"Forge" is a backend service built with ASP.NET Core that provides a RESTful API for managing events and their related packages. The project is structured using Clean Architecture, a design philosophy that separates the code into independent layers: Domain, Core (Application), Infrastructure, and Presentation (API). This separation makes the application highly maintainable, testable, and scalable by ensuring that the core business logic is independent of external factors like the database or UI.
The system is designed for a full DevOps lifecycle, with a Continuous Integration and Continuous Deployment (CI/CD) pipeline that automatically builds and deploys the application to Microsoft Azure upon every code change to the main branch.
When a client makes a request to the API, it flows through the application's layers to fetch data and return a response.
-
API Endpoint Hit: A request, such as
GET /Event/{guid}, first reaches the Presentation Layer at theEventController. -
Business Logic Execution: The controller delegates the task to the Core Layer by calling a method on the
IEventService, for instance,GetEventByGuid(guid). -
Data Access Request: The
EventServicethen requests the data from the Infrastructure Layer by calling a method on theIEventRepository, such asGetAsync(e => e.Id == id). -
Database Interaction: The
EventRepository, which inherits from a genericBaseRepository, uses Entity Framework Core to query the database. It translates the domain-level query into a SQL query that the database can understand. -
Data Conversion (Entity → Domain): Once the data is retrieved from the database as an
EventEntity, theEventFactoryin the Infrastructure Layer converts it into aEventdomain model. This ensures the rest of the application is not tightly coupled to the database schema. -
Data Conversion (Domain → DTO): The
Eventdomain model is passed back to theEventServicein the Core Layer. The service then uses theEventDtoFactoryto convert theEventmodel into anEventDisplayDTO (Data Transfer Object). This DTO is a data structure specifically shaped for the API client. -
Response Generation: The
EventControllerreceives theEventDisplayDTO and uses theApiResponseHelperto wrap it in a standardized HTTPIResult(like a 200 OK status with the data as a JSON payload) before sending it back to the client.
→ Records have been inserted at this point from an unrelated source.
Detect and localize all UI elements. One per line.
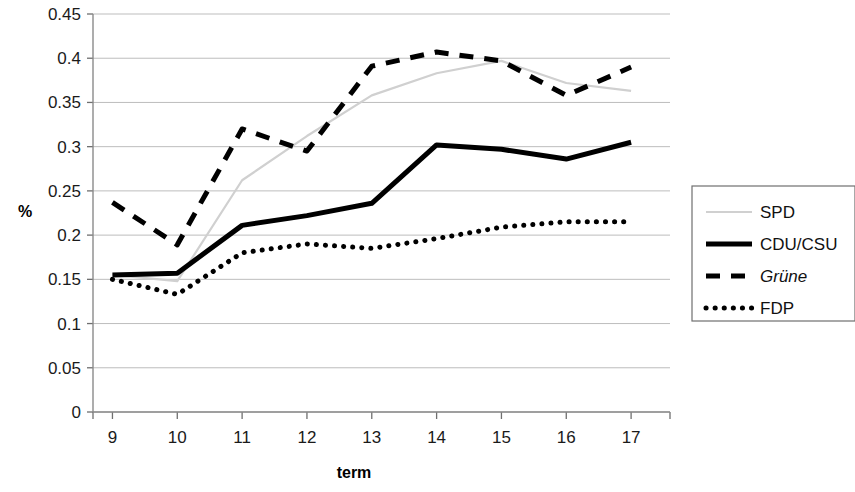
legend-label-spd: SPD	[760, 203, 795, 222]
x-tick-label: 15	[492, 428, 511, 447]
x-tick-label: 11	[233, 428, 251, 447]
y-tick-label: 0	[72, 403, 81, 422]
chart-legend: SPDCDU/CSUGrüneFDP	[692, 186, 855, 321]
y-tick-label: 0.45	[48, 5, 81, 24]
y-axis-title: %	[18, 203, 32, 220]
x-tick-label: 12	[297, 428, 316, 447]
y-tick-label: 0.1	[57, 315, 81, 334]
legend-label-cdu-csu: CDU/CSU	[760, 235, 837, 254]
legend-label-gr-ne: Grüne	[760, 267, 807, 286]
y-tick-label: 0.35	[48, 93, 81, 112]
y-tick-label: 0.15	[48, 270, 81, 289]
y-tick-label: 0.25	[48, 182, 81, 201]
x-tick-label: 17	[622, 428, 641, 447]
y-tick-label: 0.4	[57, 49, 81, 68]
x-tick-label: 14	[427, 428, 446, 447]
x-tick-label: 16	[557, 428, 576, 447]
x-axis-title: term	[337, 464, 372, 481]
y-tick-label: 0.3	[57, 138, 81, 157]
legend-label-fdp: FDP	[760, 299, 794, 318]
y-tick-label: 0.2	[57, 226, 81, 245]
x-tick-label: 13	[362, 428, 381, 447]
y-tick-label: 0.05	[48, 359, 81, 378]
x-tick-label: 10	[168, 428, 187, 447]
line-chart: 00.050.10.150.20.250.30.350.40.45 910111…	[0, 0, 855, 492]
x-tick-label: 9	[108, 428, 117, 447]
chart-canvas: 00.050.10.150.20.250.30.350.40.45 910111…	[0, 0, 855, 492]
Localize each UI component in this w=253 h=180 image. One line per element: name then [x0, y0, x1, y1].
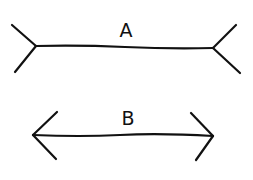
line-a-figure: A [12, 19, 240, 73]
line-b-label: B [121, 107, 134, 129]
line-a-right-fin-upper [213, 25, 236, 48]
line-b-left-arrow-upper [33, 112, 57, 135]
line-a-left-fin-lower [15, 46, 36, 72]
line-a-shaft [36, 46, 213, 49]
line-b-shaft [33, 134, 213, 136]
line-b-figure: B [33, 107, 213, 160]
line-b-left-arrow-lower [33, 135, 56, 159]
line-a-label: A [120, 19, 133, 41]
line-b-right-arrow-lower [196, 136, 213, 160]
line-a-right-fin-lower [213, 48, 240, 73]
line-b-right-arrow-upper [191, 113, 213, 136]
muller-lyer-diagram: A B [0, 0, 253, 180]
line-a-left-fin-upper [12, 25, 36, 46]
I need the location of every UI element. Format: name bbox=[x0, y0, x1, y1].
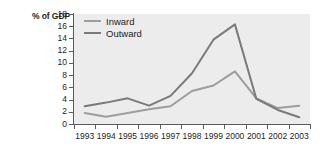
legend-item-outward: Outward bbox=[84, 27, 142, 39]
y-tick-label: 4 bbox=[51, 95, 67, 104]
y-tick-label: 6 bbox=[51, 83, 67, 92]
y-tick-label: 8 bbox=[51, 71, 67, 80]
x-tick-mark bbox=[117, 125, 118, 129]
legend-line-swatch-icon bbox=[84, 32, 101, 34]
x-tick-mark bbox=[203, 125, 204, 129]
y-tick-label: 10 bbox=[51, 58, 67, 67]
legend-item-inward: Inward bbox=[84, 15, 142, 27]
x-axis-line bbox=[73, 124, 311, 125]
y-tick-mark bbox=[69, 124, 73, 125]
y-tick-label-text: 10 bbox=[51, 58, 67, 66]
y-tick-label-text: 8 bbox=[51, 71, 67, 79]
y-tick-label: 14 bbox=[51, 34, 67, 43]
legend-line-swatch-icon bbox=[84, 20, 101, 22]
x-tick-mark bbox=[246, 125, 247, 129]
chart-screenshot: % of GDP 181614121086420 199319941995199… bbox=[0, 0, 328, 152]
x-tick-mark bbox=[181, 125, 182, 129]
x-tick-mark bbox=[267, 125, 268, 129]
y-tick-mark bbox=[69, 75, 73, 76]
y-tick-label-text: 6 bbox=[51, 83, 67, 91]
y-tick-mark bbox=[69, 51, 73, 52]
y-tick-label-text: 12 bbox=[51, 46, 67, 54]
x-tick-mark bbox=[95, 125, 96, 129]
y-tick-label-text: 4 bbox=[51, 95, 67, 103]
legend-item-label: Outward bbox=[106, 28, 142, 39]
x-tick-mark bbox=[310, 125, 311, 129]
x-tick-mark bbox=[289, 125, 290, 129]
y-tick-mark bbox=[69, 14, 73, 15]
y-tick-mark bbox=[69, 100, 73, 101]
y-tick-label: 0 bbox=[51, 120, 67, 129]
y-tick-mark bbox=[69, 38, 73, 39]
y-axis-line bbox=[73, 13, 74, 125]
legend-item-label: Inward bbox=[106, 16, 135, 27]
y-tick-mark bbox=[69, 26, 73, 27]
y-tick-label-text: 16 bbox=[51, 22, 67, 30]
series-line-inward bbox=[85, 71, 300, 116]
y-tick-label-text: 0 bbox=[51, 120, 67, 128]
y-tick-label: 18 bbox=[51, 10, 67, 19]
y-tick-label: 16 bbox=[51, 22, 67, 31]
y-tick-mark bbox=[69, 112, 73, 113]
y-tick-label-text: 2 bbox=[51, 107, 67, 115]
x-tick-mark bbox=[138, 125, 139, 129]
y-tick-mark bbox=[69, 63, 73, 64]
y-tick-label: 2 bbox=[51, 107, 67, 116]
y-tick-label-text: 14 bbox=[51, 34, 67, 42]
y-tick-mark bbox=[69, 87, 73, 88]
x-tick-label: 2003 bbox=[285, 132, 313, 141]
x-tick-mark bbox=[160, 125, 161, 129]
x-tick-mark bbox=[74, 125, 75, 129]
x-tick-mark bbox=[224, 125, 225, 129]
chart-legend: InwardOutward bbox=[84, 15, 142, 39]
y-tick-label: 12 bbox=[51, 46, 67, 55]
y-tick-label-text: 18 bbox=[51, 10, 67, 18]
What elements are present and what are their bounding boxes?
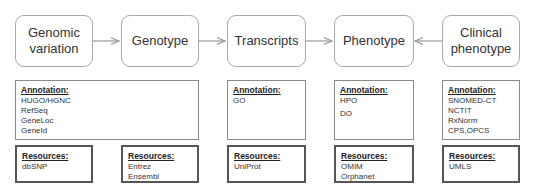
resources-header: Resources: xyxy=(449,150,513,162)
resource-item: UniProt xyxy=(234,162,299,172)
resources-header: Resources: xyxy=(22,150,86,162)
node-label: Genomic variation xyxy=(28,25,80,57)
annotation-box-phenotype: Annotation: HPO DO xyxy=(334,80,414,140)
resource-item: dbSNP xyxy=(22,162,86,172)
node-label: Clinical phenotype xyxy=(451,25,512,57)
annotation-header: Annotation: xyxy=(233,84,300,96)
resources-box-transcripts: Resources: UniProt xyxy=(227,145,306,183)
annotation-item: GeneLoc xyxy=(21,116,193,126)
resources-box-genomic: Resources: dbSNP xyxy=(15,145,93,183)
node-label: Transcripts xyxy=(235,33,299,49)
resources-header: Resources: xyxy=(234,150,299,162)
annotation-item: GO xyxy=(233,96,300,106)
node-phenotype: Phenotype xyxy=(334,15,414,67)
annotation-box-transcripts: Annotation: GO xyxy=(227,80,306,140)
resources-box-phenotype: Resources: OMIM Orphanet xyxy=(334,145,414,183)
annotation-box-genomic: Annotation: HUGO/HGNC RefSeq GeneLoc Gen… xyxy=(15,80,199,140)
node-genomic-variation: Genomic variation xyxy=(15,15,93,67)
annotation-item: HPO xyxy=(340,96,408,106)
annotation-box-clinical: Annotation: SNOMED-CT NCTIT RxNorm CPS,O… xyxy=(442,80,520,140)
annotation-item: SNOMED-CT xyxy=(448,96,514,106)
resource-item: Entrez xyxy=(128,162,192,172)
annotation-header: Annotation: xyxy=(448,84,514,96)
annotation-item: RefSeq xyxy=(21,106,193,116)
annotation-item: DO xyxy=(340,109,408,119)
node-label: Genotype xyxy=(132,33,188,49)
annotation-item: RxNorm xyxy=(448,116,514,126)
resource-item: Orphanet xyxy=(341,172,407,182)
node-clinical-phenotype: Clinical phenotype xyxy=(442,15,520,67)
node-genotype: Genotype xyxy=(121,15,199,67)
annotation-header: Annotation: xyxy=(21,84,193,96)
node-transcripts: Transcripts xyxy=(227,15,306,67)
annotation-item: NCTIT xyxy=(448,106,514,116)
annotation-item: GeneId xyxy=(21,126,193,136)
resources-box-clinical: Resources: UMLS xyxy=(442,145,520,183)
resource-item: OMIM xyxy=(341,162,407,172)
resource-item: Ensembl xyxy=(128,172,192,182)
resources-box-genotype: Resources: Entrez Ensembl xyxy=(121,145,199,183)
resources-header: Resources: xyxy=(128,150,192,162)
annotation-item: CPS,OPCS xyxy=(448,126,514,136)
node-label: Phenotype xyxy=(343,33,405,49)
annotation-item: HUGO/HGNC xyxy=(21,96,193,106)
annotation-header: Annotation: xyxy=(340,84,408,96)
resources-header: Resources: xyxy=(341,150,407,162)
resource-item: UMLS xyxy=(449,162,513,172)
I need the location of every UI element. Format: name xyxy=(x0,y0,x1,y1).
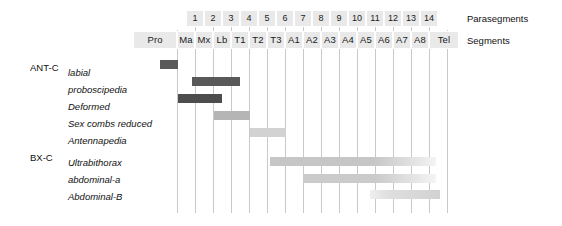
expression-bar-ultrabithorax xyxy=(270,157,436,166)
segment-cell: Ma xyxy=(177,31,195,49)
segment-cell: A4 xyxy=(339,31,357,49)
expression-bar-deformed xyxy=(178,94,222,103)
cluster-label-bx-c: BX-C xyxy=(30,152,53,163)
parasegment-cell: 1 xyxy=(186,10,204,27)
parasegment-cell: 2 xyxy=(204,10,222,27)
gene-label-row: Antennapedia xyxy=(68,130,176,148)
parasegment-cell: 8 xyxy=(312,10,330,27)
parasegment-cell: 9 xyxy=(330,10,348,27)
expression-bar-antennapedia xyxy=(250,128,286,137)
gene-label-row: Ultrabithorax xyxy=(68,152,176,170)
hox-expression-diagram: 1 2 3 4 5 6 7 8 9 10 11 12 13 14 Pro Ma … xyxy=(0,0,562,226)
cluster-label-ant-c: ANT-C xyxy=(30,62,59,73)
gene-label-proboscipedia: proboscipedia xyxy=(68,84,127,95)
segment-cell: Pro xyxy=(133,31,177,49)
gene-label-ultrabithorax: Ultrabithorax xyxy=(68,157,122,168)
gene-label-sex-combs-reduced: Sex combs reduced xyxy=(68,118,152,129)
parasegment-cell: 4 xyxy=(240,10,258,27)
segment-cell: T3 xyxy=(267,31,285,49)
segment-cell: T2 xyxy=(249,31,267,49)
segment-cell: A5 xyxy=(357,31,375,49)
parasegment-cell: 7 xyxy=(294,10,312,27)
segment-cell: A2 xyxy=(303,31,321,49)
expression-bar-abdominal-a xyxy=(303,174,436,183)
segment-cell: Tel xyxy=(429,31,459,49)
segment-cell: Mx xyxy=(195,31,213,49)
expression-bar-sex-combs-reduced xyxy=(214,111,250,120)
gene-label-row: Abdominal-B xyxy=(68,186,176,204)
parasegment-cell: 6 xyxy=(276,10,294,27)
gene-label-row: proboscipedia xyxy=(68,79,176,97)
gene-label-abdominal-a: abdominal-a xyxy=(68,174,120,185)
segment-cell: T1 xyxy=(231,31,249,49)
gene-label-abdominal-b: Abdominal-B xyxy=(68,191,122,202)
parasegment-cell: 14 xyxy=(420,10,438,27)
segment-cell: A7 xyxy=(393,31,411,49)
parasegment-cell: 11 xyxy=(366,10,384,27)
segment-cell: A1 xyxy=(285,31,303,49)
gridline xyxy=(447,30,448,213)
parasegment-cell: 5 xyxy=(258,10,276,27)
expression-bar-abdominal-b xyxy=(370,190,440,199)
gene-label-row: Sex combs reduced xyxy=(68,113,176,131)
segment-cell: A8 xyxy=(411,31,429,49)
expression-bar-proboscipedia xyxy=(192,77,240,86)
segment-cell: Lb xyxy=(213,31,231,49)
segment-cell: A3 xyxy=(321,31,339,49)
gene-label-deformed: Deformed xyxy=(68,101,110,112)
gene-label-antennapedia: Antennapedia xyxy=(68,135,127,146)
segment-cell: A6 xyxy=(375,31,393,49)
gene-label-labial: labial xyxy=(68,67,90,78)
expression-bar-labial xyxy=(160,60,178,69)
gene-label-row: Deformed xyxy=(68,96,176,114)
parasegment-cell: 13 xyxy=(402,10,420,27)
parasegments-caption: Parasegments xyxy=(467,13,528,25)
gridline xyxy=(177,30,178,213)
parasegment-cell: 10 xyxy=(348,10,366,27)
gene-label-row: abdominal-a xyxy=(68,169,176,187)
segments-caption: Segments xyxy=(467,35,510,47)
parasegment-cell: 12 xyxy=(384,10,402,27)
parasegment-cell: 3 xyxy=(222,10,240,27)
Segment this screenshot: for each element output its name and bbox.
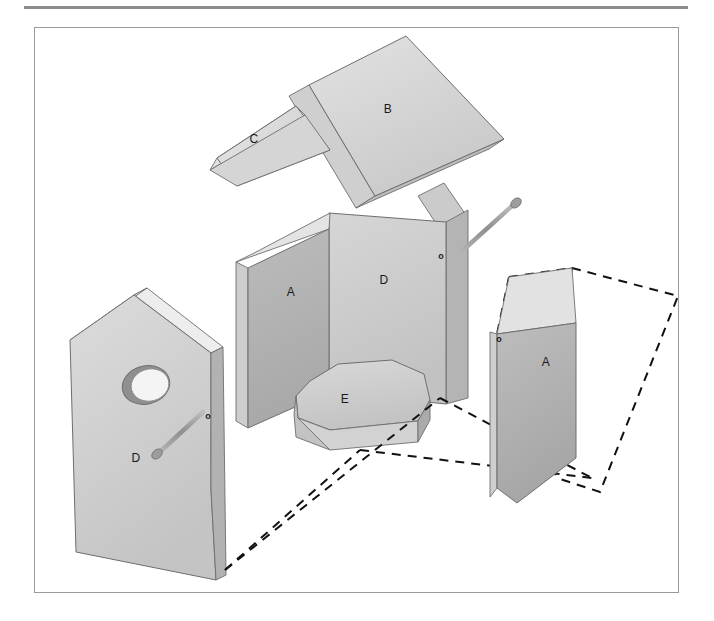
hole-marker-front-wall: o — [205, 411, 211, 421]
side-wall-right-top-bevel — [497, 268, 576, 334]
label-back-wall: D — [380, 273, 389, 287]
top-rule — [24, 6, 688, 9]
label-roof-secondary: C — [250, 132, 259, 146]
label-side-wall-right: A — [542, 355, 550, 369]
label-roof-main: B — [384, 102, 392, 116]
diagram-root: B C D o — [0, 0, 714, 621]
label-front-wall: D — [132, 451, 141, 465]
exploded-birdhouse-figure: B C D o — [0, 0, 714, 621]
hole-marker-right-wall: o — [496, 334, 502, 344]
hole-marker-back-wall: o — [438, 251, 444, 261]
side-wall-right-edge — [490, 332, 497, 497]
label-floor: E — [341, 392, 349, 406]
label-side-wall-left: A — [287, 285, 295, 299]
back-wall-edge — [446, 210, 468, 404]
part-front-wall: D o — [70, 288, 226, 580]
side-wall-left-edge — [236, 262, 248, 428]
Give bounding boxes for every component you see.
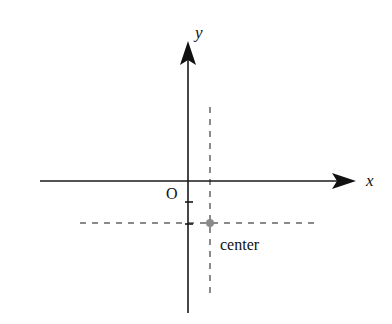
y-axis-label: y: [193, 23, 203, 42]
center-label: center: [220, 236, 260, 253]
center-point: [206, 219, 214, 227]
coordinate-diagram: y x O center: [0, 0, 392, 324]
origin-label: O: [166, 185, 178, 202]
x-axis-label: x: [365, 171, 374, 190]
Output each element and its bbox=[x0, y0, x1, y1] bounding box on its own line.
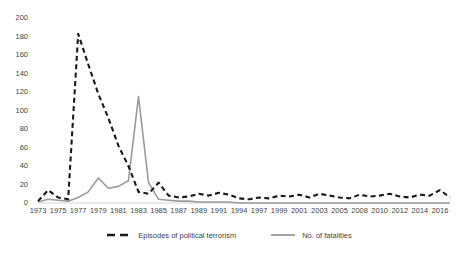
y-axis-tick: 80 bbox=[4, 124, 28, 133]
y-axis-tick: 40 bbox=[4, 161, 28, 170]
y-axis-tick: 140 bbox=[4, 69, 28, 78]
y-axis-tick: 160 bbox=[4, 50, 28, 59]
series-fatalities bbox=[38, 97, 450, 203]
legend-item-fatalities: No. of fatalities bbox=[270, 231, 352, 240]
solid-line-swatch bbox=[270, 231, 296, 239]
y-axis-tick: 20 bbox=[4, 180, 28, 189]
y-axis-tick: 0 bbox=[4, 198, 28, 207]
plot-area bbox=[0, 0, 458, 255]
y-axis-tick: 200 bbox=[4, 13, 28, 22]
y-axis-tick: 60 bbox=[4, 143, 28, 152]
y-axis-tick: 120 bbox=[4, 87, 28, 96]
line-chart: 020406080100120140160180200 197319751977… bbox=[0, 0, 458, 255]
series-episodes bbox=[38, 34, 450, 201]
chart-legend: Episodes of political terrorism No. of f… bbox=[0, 227, 458, 243]
legend-label-episodes: Episodes of political terrorism bbox=[138, 231, 236, 240]
legend-label-fatalities: No. of fatalities bbox=[302, 231, 352, 240]
x-axis-tick: 2016 bbox=[428, 206, 452, 215]
y-axis-tick: 100 bbox=[4, 106, 28, 115]
legend-item-episodes: Episodes of political terrorism bbox=[106, 231, 236, 240]
dashed-line-swatch bbox=[106, 231, 132, 239]
y-axis-tick: 180 bbox=[4, 32, 28, 41]
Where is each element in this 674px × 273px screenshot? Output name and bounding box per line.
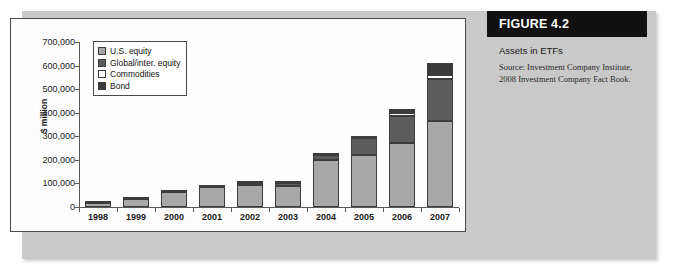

Here is the technology stack used in the Forge project:
- Backend Framework: ASP.NET Core. The build workflow specifies .NET 9.x.
- Database ORM: Entity Framework Core is used to map C# objects to the database schema and handle data operations.
- Database: Azure SQL Database, as indicated by the
UseAzureSqlconfiguration. - Cloud Platform & Hosting:
- Azure App Service is the target for deployment, as defined in the GitHub Actions workflow.
- Azure Key Vault is used for secure management of application secrets like connection strings.
- API Documentation:
- Swagger (OpenAPI) for generating interactive API documentation and a UI.
- Scalar for an alternative, clean API reference view.
- DevOps: GitHub Actions for automating the CI/CD pipeline (build, test, and deploy).
- Architecture: Clean Architecture (also known as Onion Architecture).
- Dependency Injection: The framework's built-in DI container is used extensively to manage dependencies between layers.